Johnny Silverhand

    Johnny Silverhand

    𖹭 | Hallmark holiday.

    Johnny Silverhand
    c.ai

    If it weren’t for the ads flickering on every corner—pink overlays, limited-time packages, bouquets of lab-grown flowers promising engineered perfection—today would’ve passed like any other. Another job, another ride, another night trying to survive the city without letting it swallow you whole.

    But it was Valentine’s Day, and the city would not shut up about it.

    Johnny wouldn’t either.

    “Unbelievable,” He grumbles as you pace through Japantown. “Back in my day it was overpriced roses and stale chocolates. Now it’s subscription-based affection. 'Love, now with monthly payments'.”

    You pause just a second too long at a street vendor arranging flowers—real, soil-grown ones—between racks of gift boxes. Johnny notices immediately.

    “Oh, don’t tell me you’re considering it,” He groans, materializing beside the stand just to peer at the price tag. “That’s half a week’s ammo for something that’ll wilt in two days.”

    On the metro ride home, it didn’t get better. A pair across from you are laughing quietly, hands intertwined and sides pressed against one another. “Give it six months. They’ll be arguing over rent and if erotic BDs are actually cheating or not.” Johnny scoffs.

    Another couple got on at City Center. He rated their matching shirts. Kept talking. Kept tearing into corpos, into marketing, into the whole rotten machine that managed to monetize loneliness without even trying.

    And you let him.

    You stared at the passing blur of lights outside the train window, your reflection ghosted over the city.

    Johnny eventually noticed the silence. He’d been mid-rant when he trailed off. Your shoulders hadn’t moved in a while. No eye roll or snarky comeback either. Just you and the hum of the rails.

    He finally picks up on what’s going on—you’re feeling lonely, and his endless criticism is not helping.

    “...Damn,” He mutters. “I’ve been talking your ear off, haven’t I?”

    The train rattles on. You don’t seem to want to answer still.

    He glitches into existence in the spot next to you, elbow on the back of the seat. “In my defense, the whole thing’s a scam. Always was.” He shifts, lifting one leg to rest his ankle on his knee. “Still. Didn’t mean to make you sit through an hour-long anti-capitalist TED Talk.”

    Another couple laughs near the doors, but he doesn’t comment this time.

    “You know,” He says instead, forcing a smirk. “You’re not exactly alone. Got a devastatingly handsome terrorist living rent-free in your head. Preem company, real exclusive shit.”

    The metro begins to slow for the next stop. Johnny straightens abruptly. “Get up.” He demands.

    “C’mon. This is our stop.”

    You’re quite confident it isn't.

    Johnny jerks his chin toward the doors as they slide open. “We’re not going home yet. There’s a florist two blocks down and a place that sells actual chocolate. Not that synthetic crap.”

    He sighs at the suspicious look you’re giving him.

    “Don’t look at me like that,” He’s already standing up, as if he had the ability to just walk away from the conscience you both shared. “I changed my mind. You’re gonna buy yourself flowers. And chocolates. The expensive kind.”

    His voice softens, barely enough to notice. “You’ve earned it. You can pretend they’re from me, if that makes you feel any better.” He shrugs. “Besides, if you’re gonna pretend they’re from someone... might as well be from a legend.”

    His foot taps impatiently, hoping you’ll actually comply.

    “The doors are gonna close. Get up.”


> _PROBLEM REQUIREMENTS_
Would you restate every entry that follows, word for word, and leave out the pictures?

*** Opening of SUPPLIED DATA ***

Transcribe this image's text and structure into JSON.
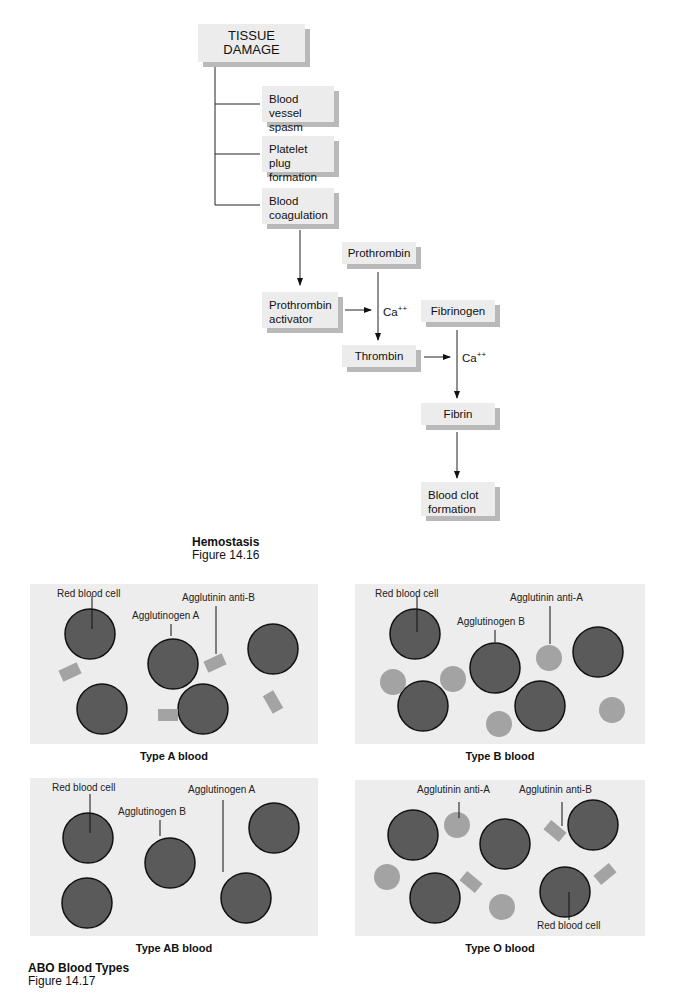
{
  "hemostasis": {
    "boxes": {
      "tissue_damage": "TISSUE DAMAGE",
      "vessel_spasm": "Blood vessel spasm",
      "platelet_plug": "Platelet plug formation",
      "coagulation": "Blood coagulation",
      "prothrombin": "Prothrombin",
      "prothrombin_activator": "Prothrombin activator",
      "thrombin": "Thrombin",
      "fibrinogen": "Fibrinogen",
      "fibrin": "Fibrin",
      "blood_clot": "Blood clot formation"
    },
    "cofactor": "Ca",
    "cofactor_charge": "++",
    "caption_title": "Hemostasis",
    "caption_figure": "Figure 14.16"
  },
  "abo": {
    "panels": {
      "a": {
        "title": "Type A blood",
        "labels": [
          "Red blood cell",
          "Agglutinogen A",
          "Agglutinin anti-B"
        ]
      },
      "b": {
        "title": "Type B blood",
        "labels": [
          "Red blood cell",
          "Agglutinogen B",
          "Agglutinin anti-A"
        ]
      },
      "ab": {
        "title": "Type AB blood",
        "labels": [
          "Red blood cell",
          "Agglutinogen B",
          "Agglutinogen A"
        ]
      },
      "o": {
        "title": "Type O blood",
        "labels": [
          "Agglutinin anti-A",
          "Agglutinin anti-B",
          "Red blood cell"
        ]
      }
    },
    "caption_title": "ABO Blood Types",
    "caption_figure": "Figure 14.17"
  },
  "colors": {
    "panel": "#ededed",
    "cell": "#5a5a5a",
    "agglutinin": "#a3a3a3",
    "box": "#ececec",
    "box_shadow": "#b9b9b9"
  }
}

*** Close of SUPPLIED DATA ***

> _SOLUTION_
Transcribe this image's text and structure into JSON.
{
  "hemostasis": {
    "boxes": {
      "tissue_damage": "TISSUE DAMAGE",
      "vessel_spasm": "Blood vessel spasm",
      "platelet_plug": "Platelet plug formation",
      "coagulation": "Blood coagulation",
      "prothrombin": "Prothrombin",
      "prothrombin_activator": "Prothrombin activator",
      "thrombin": "Thrombin",
      "fibrinogen": "Fibrinogen",
      "fibrin": "Fibrin",
      "blood_clot": "Blood clot formation"
    },
    "cofactor": "Ca",
    "cofactor_charge": "++",
    "caption_title": "Hemostasis",
    "caption_figure": "Figure 14.16"
  },
  "abo": {
    "panels": {
      "a": {
        "title": "Type A blood",
        "labels": [
          "Red blood cell",
          "Agglutinogen A",
          "Agglutinin anti-B"
        ]
      },
      "b": {
        "title": "Type B blood",
        "labels": [
          "Red blood cell",
          "Agglutinogen B",
          "Agglutinin anti-A"
        ]
      },
      "ab": {
        "title": "Type AB blood",
        "labels": [
          "Red blood cell",
          "Agglutinogen B",
          "Agglutinogen A"
        ]
      },
      "o": {
        "title": "Type O blood",
        "labels": [
          "Agglutinin anti-A",
          "Agglutinin anti-B",
          "Red blood cell"
        ]
      }
    },
    "caption_title": "ABO Blood Types",
    "caption_figure": "Figure 14.17"
  },
  "colors": {
    "panel": "#ededed",
    "cell": "#5a5a5a",
    "agglutinin": "#a3a3a3",
    "box": "#ececec",
    "box_shadow": "#b9b9b9"
  }
}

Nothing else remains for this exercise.